A year ago in Beijing, when Jiang Zemin got to insouciantly bantering with President Clinton in the Great Hall of the People, it was momentarily possible to hope that China was emerging from this old mind-set. Indeed, it was tempting to think that both countries were emerging from their deep-seated ambivalence about each other -- that they might vault over the century and a half of history where the roles of victim and oppressor had taken such firm root to some sort of new "strategic partnership." And when Premier Zhu Rongji showed up for a state dinner in the White House this April and -- despite disagreements over Kosovo and the fact that a final agreement admitting China into the World Trade Organization was not forthcoming -- managed to radiate a sense of ease, confidence and cosmopolitanism, it was all the more tempting to hope that enough distance had opened between the present and China's bitter past to allow for a different sort of future.

As I watched both events, the old anti-imperialist slogans on smokestacks and walls circa l975 did seem as if, at last, they might be slipping into oblivion. Watching Jiang and Zhu, I wondered if China might not, at last, be actually escaping the gravity of all the past incursions and humiliations that had so animated Mao's revolution and churned its populace up into so many demonstrations of anti-foreignism. Now, of course, one is far less confident that China's escape from the burdens of history will be quite so easy.

Just as China's definition of sovereignty -- as conferring an almost absolute right on a nation to do whatever it pleases within its borders -- is out-of-step with these globalized times, so, too, the way it sometimes comports itself on the international stage is often more appropriate to a century ago, when China really was the victim of colonialism and imperialism. Although party
leaders know that both China and the world have radically changed, they nonetheless seem unable, or unwilling, to let go of old and confirmed ways of emotionally responding to real and imagined insults.

However, until China's leaders are able to jettison the stale Maoist ideology that keeps encouraging their people to see their country as victimized by more powerful nations, they will not be able to break their often self-defeating pattern of response to the West, much less help their nation take its rightful place as a truly "great power."

Given the abiding nature of Chinese ambivalence toward America, it is important to remember that just as Americans have evinced a certain historical tendency to lurch from viewing China first as enemy and then as friend, China, too, has a yin-yang-like, love/hate relationship with the United States. Despite all the incipient anti-Americanism, the Chinese people have also evidenced an almost equally strong tendency toward respect, even infatuation with the U.S., especially in regard to American education, democracy, entertainment and lifestyle. But even during periods of friendly relations, most Chinese officials have been loath to publicly celebrate this connection. And so, wariness about our intentions keeps surfacing unchallenged like leitmotifs in a Wagner opera.

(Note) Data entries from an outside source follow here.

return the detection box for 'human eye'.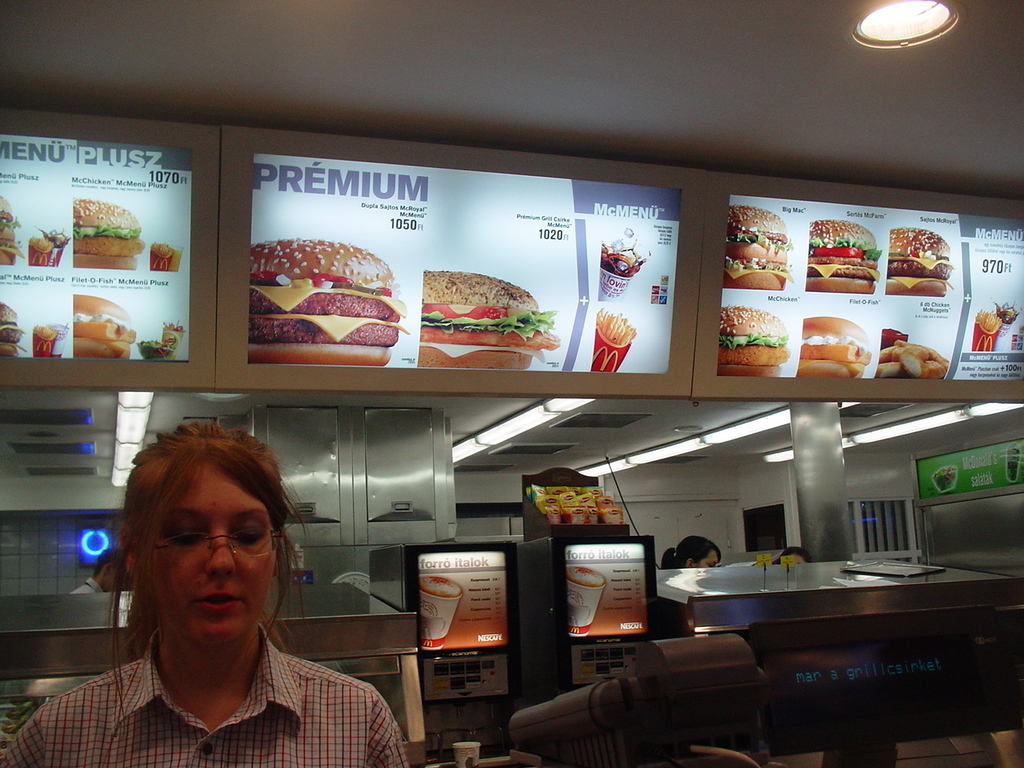
226/520/266/550.
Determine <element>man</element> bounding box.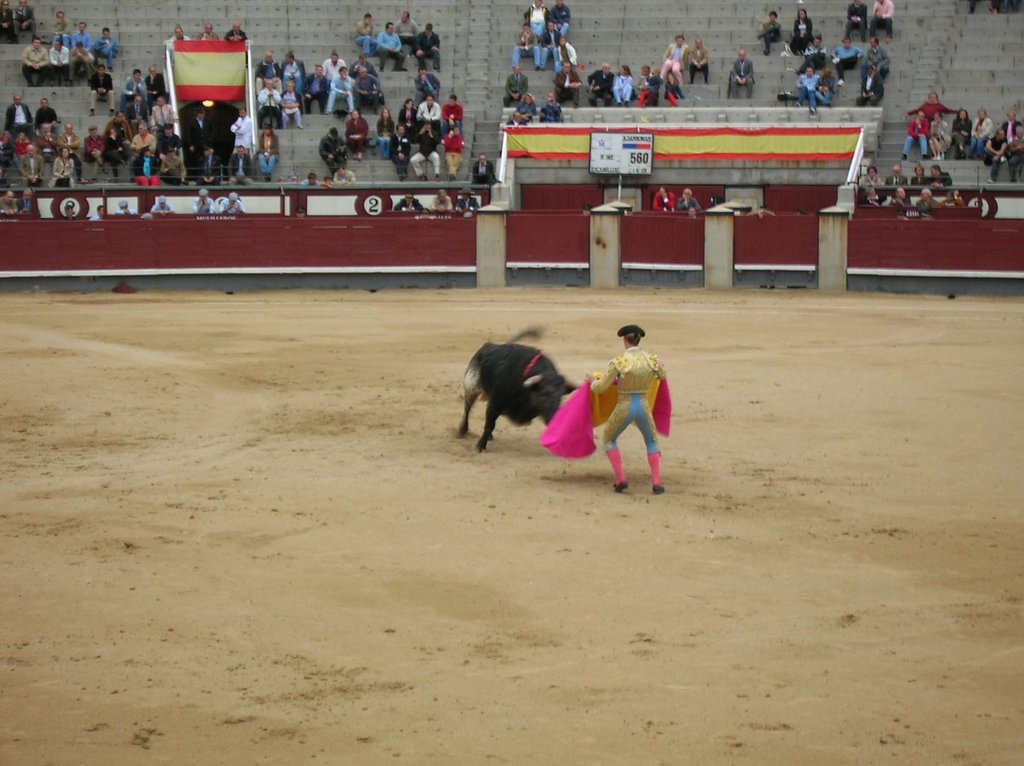
Determined: [left=842, top=0, right=899, bottom=42].
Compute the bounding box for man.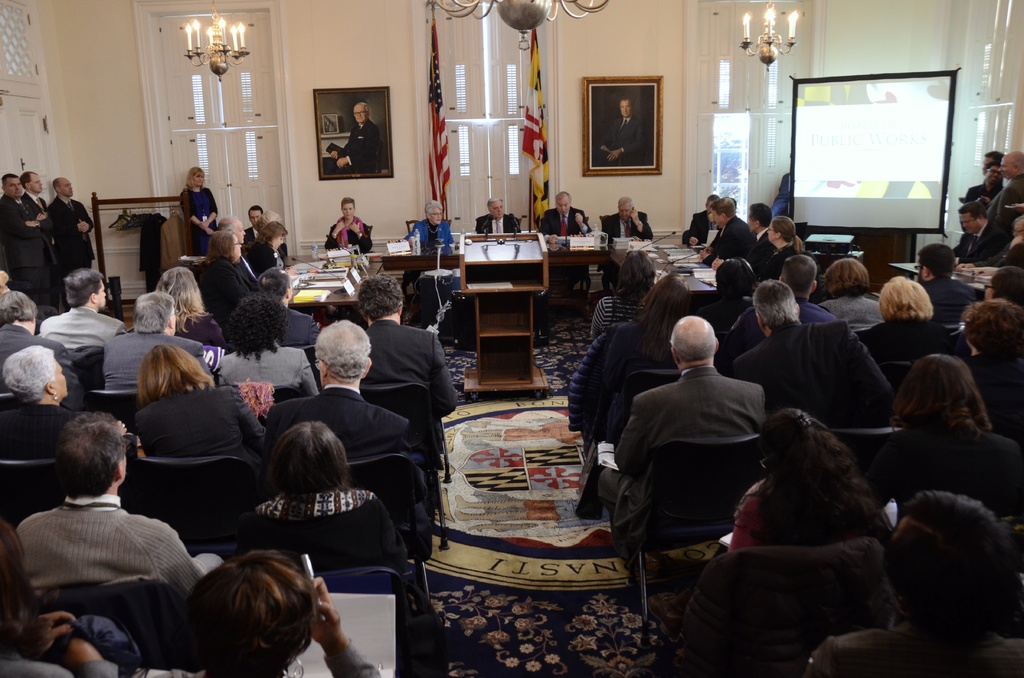
687,198,718,245.
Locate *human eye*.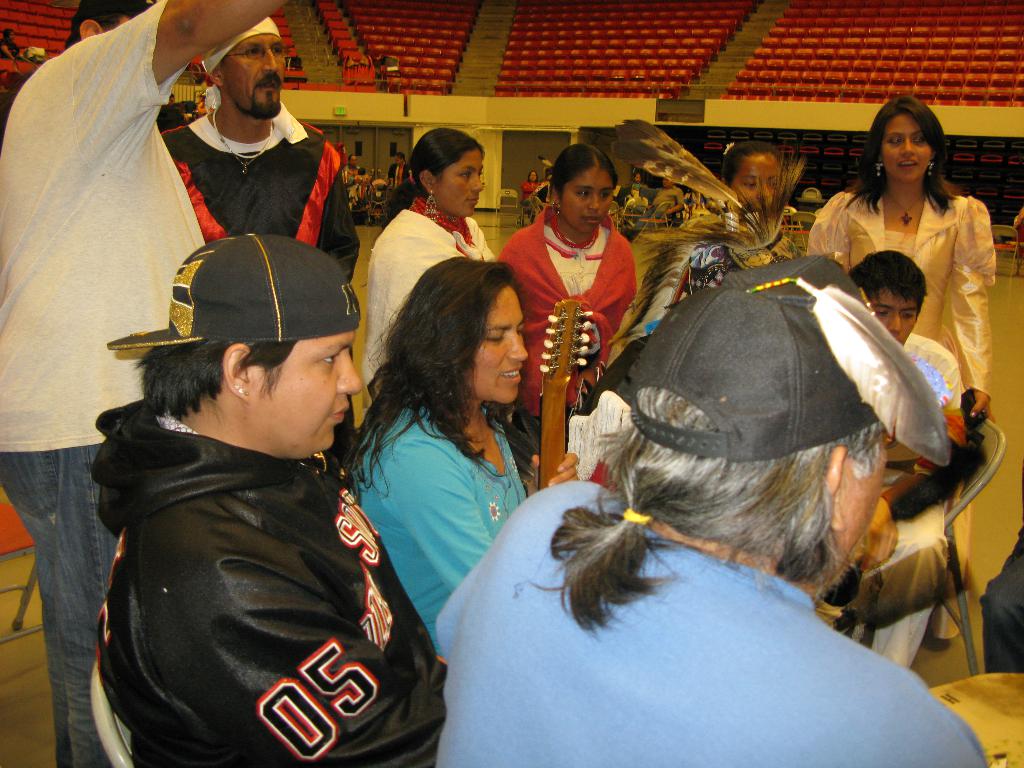
Bounding box: locate(912, 134, 928, 143).
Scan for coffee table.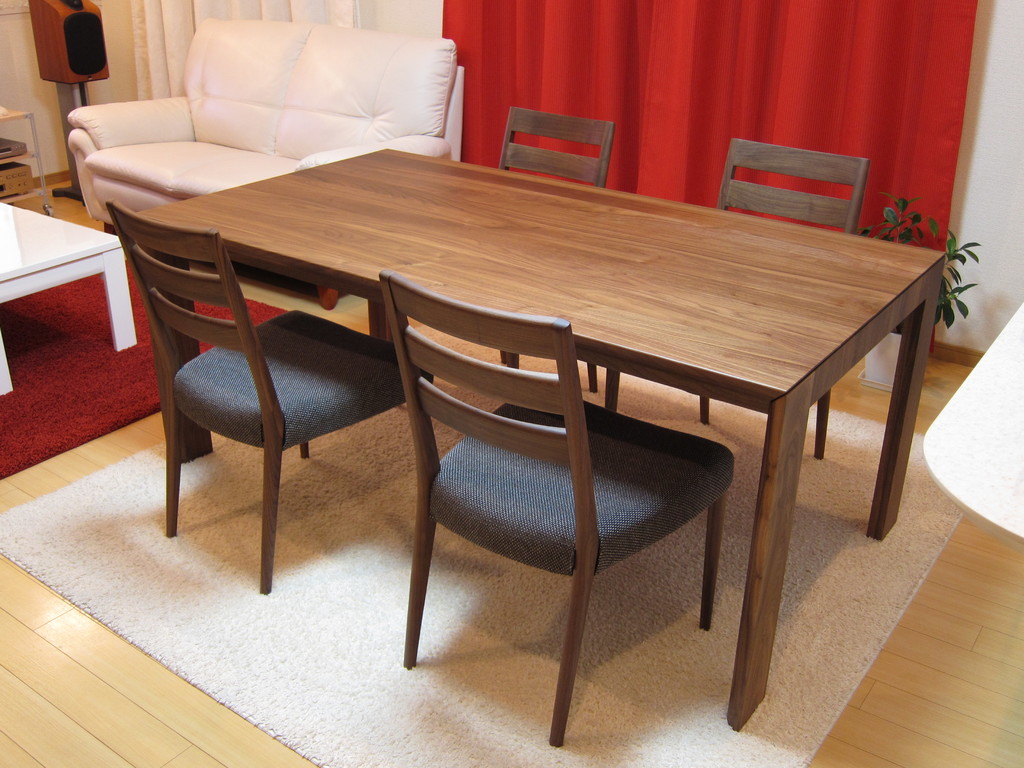
Scan result: bbox(183, 92, 912, 749).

Because it will help allay Chinese fears of hidden conspiracies, "constructive engagement" is surely the wisest policy for the United States. But, it would be both arrogant and foolish to assume that even the most friendly and ardent recipe for engagement will be enough to "fix" the relationship. The truth is that in certain crucial ways China needs to "fix" itself, first by realigning its
own relationship to its past, a past that has been badly distorted by party historians, even as the party has slipped into oblivion. Until it manages this complex task of historical archeology, its relations with the U.S. and the West will exist on a weak ideological foundation, and be periodically disrupted by overheated nationalistic incidents that become all the more tectonic because they are so invested with a century and a half of unresolved and humiliated feelings.


By Orville Schell

Orville Schell, author of numerous books and articles on China, is dean of the Graduate School of Journalism at the University of California at Berkeley.